Two extremely scarce prints from William H. Johnson’s Jitterbugs series will make their auction debut with African-American Fine Art on April 5. The series was conceived and executed during Johnson’s tenure in New York in the early 1940s, during the Harlem Renaissance. The series of five images constitutes a significant portion of the 17 known screenprints Johnson made. He worked in the medium for only three years until tragedy struck in 1943: his Danish wife, Holcha Krake, was diagnosed with breast cancer and died just a few months later. It’s impossible to know for sure if these events are related, but the timing is certainly suggestive.
Jitterbugs II
The theme of dancing in a Harlem nightclub was a frequent motif in Johnson’s oeuvre–a circa 1941 gouache, also titled Jitterbugs, is in the collection of the Smithsonian American Art Museum. According to the Metropolitan Museum of Art, fellow artist and friend of Johnson, Romare Bearden, said of their time in Harlem: “Three nights a week, we were at the Savoy Ballroom. Charlie Buchanan, who ran the place, liked artists to come to the Savoy. The best dancing in the world was there, and the best music. When we left the Savoy, we’d go to the after-hours spots….They called us the Dawn Patrol. We moved till dawn, from one after-hours spot to another.”

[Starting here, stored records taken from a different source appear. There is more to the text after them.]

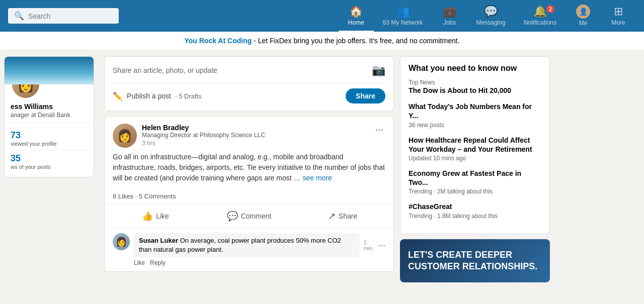  Describe the element at coordinates (118, 96) in the screenshot. I see `edit-icon: ✏️` at that location.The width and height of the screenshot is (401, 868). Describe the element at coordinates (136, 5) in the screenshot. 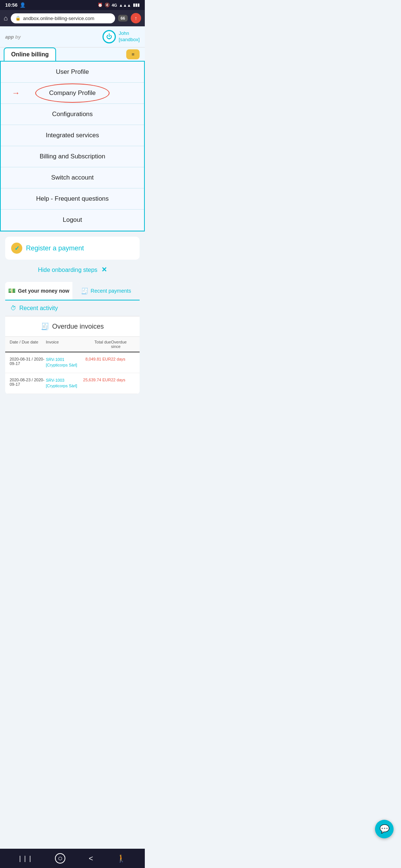

I see `battery-icon: ▮▮▮` at that location.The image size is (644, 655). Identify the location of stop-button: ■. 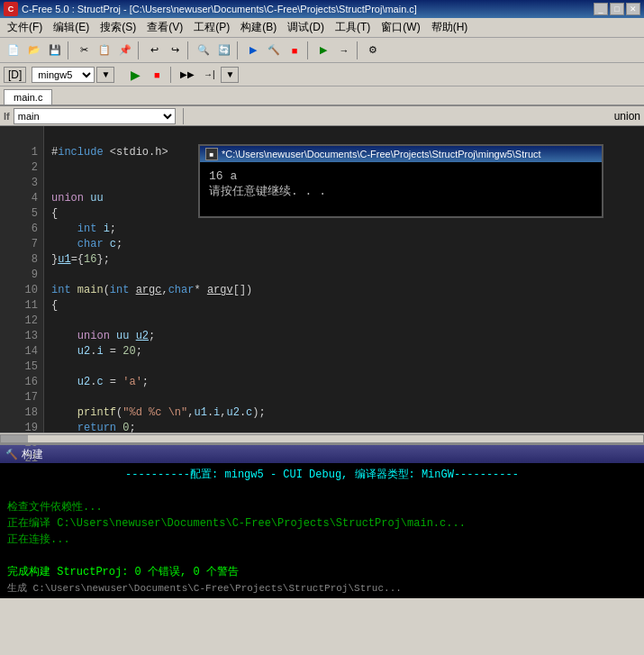
(295, 50). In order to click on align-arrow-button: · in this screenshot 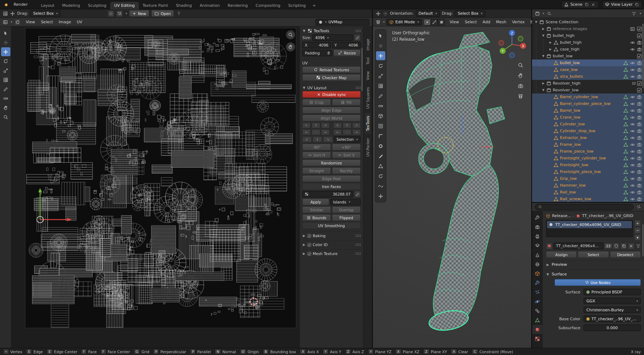, I will do `click(316, 132)`.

There is a printed advertisement for a football game on the verso; the proof in the collection of the Museum of Modern Art has the same. We know of ten other impressions of Jitterbugs II in public collections: three in the Smithsonian American Art Museum, and other impressions in the Art Institute of Chicago, the Amon Carter Museum, the Cleveland Museum of Art, the Library of Congress, the Metropolitan Museum of Art, the Museum of Modern Art and the Philadelphia Museum of Art. These are experimental and painterly prints, using both screens and pochoir (hand-colored stencils). Each impression is are reminiscent of proofs, and has a slightly different registration.
Jitterbugs III
Also offered is Jitterbugs III. Like its counterpart, this print has never before appeared at auction. On the verso is a another printing of the same image, emphasizing the proof-like nature of the series.
We have located only four other impressions of Jitterbugs III in public collections: one each at the Library of Congress (identified as Jitterbugs I) and the Amistad Research Center (identified as Jitterbugs II), and two at the Smithsonian American Art Museum. One of the Smithsonian’s examples, like the one offered here, bears the image on both sides of cardstock.